How to be a Cricket Developer

It's simple:

You need to get access, then you need to check out a branch, then you need to make changes and test them, then you need check in your changes. If you check things into the stable branch (in which case, you are probably named Jeff Allen), then you sometimes need to merge your changes too.

See? It simple!

Getting Access

Here are some brief notes on how to access Cricket's CVS repository.

First, please review this page, which talks about how to talk to CVS remotely.

To use get access to the CVS repository, you need to:

  1. Get a SourceForge account.
  2. Send mail to one of the Cricket Project Admins to get added as a member of the Cricket project.
  3. Use "ssh-keygen" on your local machine to create an RSA public/private key, protected by a passphrase.
  4. Go to the Edit Keys, then paste in the contents of the identity.pub file you made in step 3. There is a delay until this kicks in. Until it does, you'll need to type your password for each CVS command.
  5. Start your shell under ssh-agent. For instance, ssh-agent bash.
  6. Set the environment variable CVS_RSH to ssh.
  7. Set the environment variable CVSROOT to :ext:username@cricket.cvs.sourceforge.net:/cvsroot/cricket.

For more information about all of these steps, see the SourceForge Docs.

If you need to give ssh some options to make it work right, you'll need to use ssh-wrap, which is in the dev-tools module. Read the comments near the start of ssh-wrap to understand how to use it.

Branches

Cricket has two branches, a development branch, and a stable branch. Most people will only need to check out the development branch. The only person who should be checking anything into the stable branch is Jeff Allen, but anyone who's interested is welcome to check it out.

To fetch the development branch, use a set of commands like this:

	mkdir workspace
	cd workspace
	cvs -d:ext:$LOGNAME@cricket.cvs.sourceforge.net:/cvsroot/cricket co -d devel cricket
			

This will put the tip-of-tree sources to Cricket into a directory named workspace/devel. There you can work on them using the normal CVS techniques.

To fetch the stable branch, use commands like this:

	cd workspace
	cvs -d:ext:$LOGNAME@cricket.cvs.sourceforge.net:/cvsroot/cricket co -r v_1_0_x -d stable cricket
			

Branch and tag structure

Here's a picture of how things look so far:

        start
          |
          |
      v_1_0_x_root
          |
          |
          |\
          | \ v_1_0_x
          |  \
              \
        devel  \
         tip   | v_1_0_x_m0
               |

              stable
               tip
			

The Gory Details

The system gave me "start" for free, upon importing Cricket. The CVS book recommends putting an "root" tag before making a branch, which is why the "v_1_0_x_root" tag is there. The branch is named "v_1_0_x", since that's where I will be releasing the 1.0.x line of Cricket releases from.

The "v_1_0_x_m0" tag will be used to compute diffs when we are moving changes from the stable version to the development version. After each merge is done, I'll add a new tag (_m1, _m2, etc).

When I make a release on the stable branch, I'll make a tag named v_1_0_0, followed by v_1_0_1, etc.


**YOUR INSTRUCTIONS:**
Please reproduce the entries exactly as they appear below, but not the pictures.

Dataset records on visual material
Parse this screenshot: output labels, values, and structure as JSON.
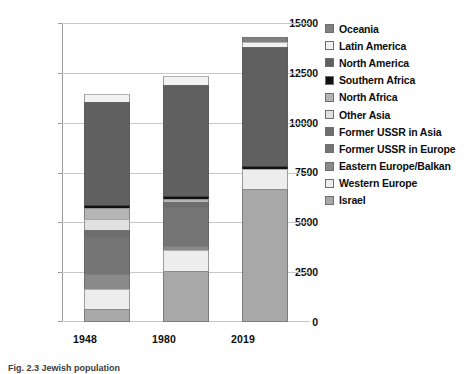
{
  "chart_data": {
    "type": "bar",
    "subtype": "stacked-vertical",
    "title": "",
    "xlabel": "",
    "ylabel": "",
    "categories": [
      "1948",
      "1980",
      "2019"
    ],
    "ylim": [
      0,
      15000
    ],
    "yticks": [
      0,
      2500,
      5000,
      7500,
      10000,
      12500,
      15000
    ],
    "ytick_labels": [
      "0",
      "2500",
      "5000",
      "7500",
      "10000",
      "12500",
      "15000"
    ],
    "grid": true,
    "legend_position": "right",
    "stack_order_bottom_to_top": [
      "Israel",
      "Western Europe",
      "Eastern Europe/Balkan",
      "Former USSR in Europe",
      "Former USSR in Asia",
      "Other Asia",
      "North Africa",
      "Southern Africa",
      "North America",
      "Latin America",
      "Oceania"
    ],
    "series": [
      {
        "name": "Oceania",
        "color": "#808080",
        "values": [
          0,
          0,
          250
        ]
      },
      {
        "name": "Latin America",
        "color": "#f2f2f2",
        "values": [
          400,
          450,
          250
        ]
      },
      {
        "name": "North America",
        "color": "#606060",
        "values": [
          5200,
          5600,
          6000
        ]
      },
      {
        "name": "Southern Africa",
        "color": "#111111",
        "values": [
          150,
          150,
          150
        ]
      },
      {
        "name": "North Africa",
        "color": "#b5b5b5",
        "values": [
          550,
          150,
          0
        ]
      },
      {
        "name": "Other Asia",
        "color": "#e0e0e0",
        "values": [
          550,
          0,
          0
        ]
      },
      {
        "name": "Former USSR in Asia",
        "color": "#6e6e6e",
        "values": [
          350,
          250,
          0
        ]
      },
      {
        "name": "Former USSR in Europe",
        "color": "#757575",
        "values": [
          1900,
          1950,
          0
        ]
      },
      {
        "name": "Eastern Europe/Balkan",
        "color": "#8a8a8a",
        "values": [
          750,
          200,
          0
        ]
      },
      {
        "name": "Western Europe",
        "color": "#ededed",
        "values": [
          1000,
          1100,
          1000
        ]
      },
      {
        "name": "Israel",
        "color": "#a8a8a8",
        "values": [
          650,
          2550,
          6700
        ]
      }
    ],
    "totals": [
      11500,
      12400,
      14350
    ]
  },
  "legend": {
    "items": [
      {
        "label": "Oceania",
        "color": "#808080"
      },
      {
        "label": "Latin America",
        "color": "#f2f2f2"
      },
      {
        "label": "North America",
        "color": "#606060"
      },
      {
        "label": "Southern Africa",
        "color": "#111111"
      },
      {
        "label": "North Africa",
        "color": "#b5b5b5"
      },
      {
        "label": "Other Asia",
        "color": "#e0e0e0"
      },
      {
        "label": "Former USSR in Asia",
        "color": "#6e6e6e"
      },
      {
        "label": "Former USSR in Europe",
        "color": "#757575"
      },
      {
        "label": "Eastern Europe/Balkan",
        "color": "#8a8a8a"
      },
      {
        "label": "Western Europe",
        "color": "#ededed"
      },
      {
        "label": "Israel",
        "color": "#a8a8a8"
      }
    ]
  },
  "caption": {
    "text": "Fig. 2.3 Jewish population"
  },
  "colors": {
    "gridline": "#c8c8c8",
    "axis": "#9a9a9a",
    "text": "#0d0d0d",
    "background": "#ffffff"
  }
}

**THE ANSWER:**
Parse this screenshot: output labels, values, and structure as JSON.
{
  "chart_data": {
    "type": "bar",
    "subtype": "stacked-vertical",
    "title": "",
    "xlabel": "",
    "ylabel": "",
    "categories": [
      "1948",
      "1980",
      "2019"
    ],
    "ylim": [
      0,
      15000
    ],
    "yticks": [
      0,
      2500,
      5000,
      7500,
      10000,
      12500,
      15000
    ],
    "ytick_labels": [
      "0",
      "2500",
      "5000",
      "7500",
      "10000",
      "12500",
      "15000"
    ],
    "grid": true,
    "legend_position": "right",
    "stack_order_bottom_to_top": [
      "Israel",
      "Western Europe",
      "Eastern Europe/Balkan",
      "Former USSR in Europe",
      "Former USSR in Asia",
      "Other Asia",
      "North Africa",
      "Southern Africa",
      "North America",
      "Latin America",
      "Oceania"
    ],
    "series": [
      {
        "name": "Oceania",
        "color": "#808080",
        "values": [
          0,
          0,
          250
        ]
      },
      {
        "name": "Latin America",
        "color": "#f2f2f2",
        "values": [
          400,
          450,
          250
        ]
      },
      {
        "name": "North America",
        "color": "#606060",
        "values": [
          5200,
          5600,
          6000
        ]
      },
      {
        "name": "Southern Africa",
        "color": "#111111",
        "values": [
          150,
          150,
          150
        ]
      },
      {
        "name": "North Africa",
        "color": "#b5b5b5",
        "values": [
          550,
          150,
          0
        ]
      },
      {
        "name": "Other Asia",
        "color": "#e0e0e0",
        "values": [
          550,
          0,
          0
        ]
      },
      {
        "name": "Former USSR in Asia",
        "color": "#6e6e6e",
        "values": [
          350,
          250,
          0
        ]
      },
      {
        "name": "Former USSR in Europe",
        "color": "#757575",
        "values": [
          1900,
          1950,
          0
        ]
      },
      {
        "name": "Eastern Europe/Balkan",
        "color": "#8a8a8a",
        "values": [
          750,
          200,
          0
        ]
      },
      {
        "name": "Western Europe",
        "color": "#ededed",
        "values": [
          1000,
          1100,
          1000
        ]
      },
      {
        "name": "Israel",
        "color": "#a8a8a8",
        "values": [
          650,
          2550,
          6700
        ]
      }
    ],
    "totals": [
      11500,
      12400,
      14350
    ]
  },
  "legend": {
    "items": [
      {
        "label": "Oceania",
        "color": "#808080"
      },
      {
        "label": "Latin America",
        "color": "#f2f2f2"
      },
      {
        "label": "North America",
        "color": "#606060"
      },
      {
        "label": "Southern Africa",
        "color": "#111111"
      },
      {
        "label": "North Africa",
        "color": "#b5b5b5"
      },
      {
        "label": "Other Asia",
        "color": "#e0e0e0"
      },
      {
        "label": "Former USSR in Asia",
        "color": "#6e6e6e"
      },
      {
        "label": "Former USSR in Europe",
        "color": "#757575"
      },
      {
        "label": "Eastern Europe/Balkan",
        "color": "#8a8a8a"
      },
      {
        "label": "Western Europe",
        "color": "#ededed"
      },
      {
        "label": "Israel",
        "color": "#a8a8a8"
      }
    ]
  },
  "caption": {
    "text": "Fig. 2.3 Jewish population"
  },
  "colors": {
    "gridline": "#c8c8c8",
    "axis": "#9a9a9a",
    "text": "#0d0d0d",
    "background": "#ffffff"
  }
}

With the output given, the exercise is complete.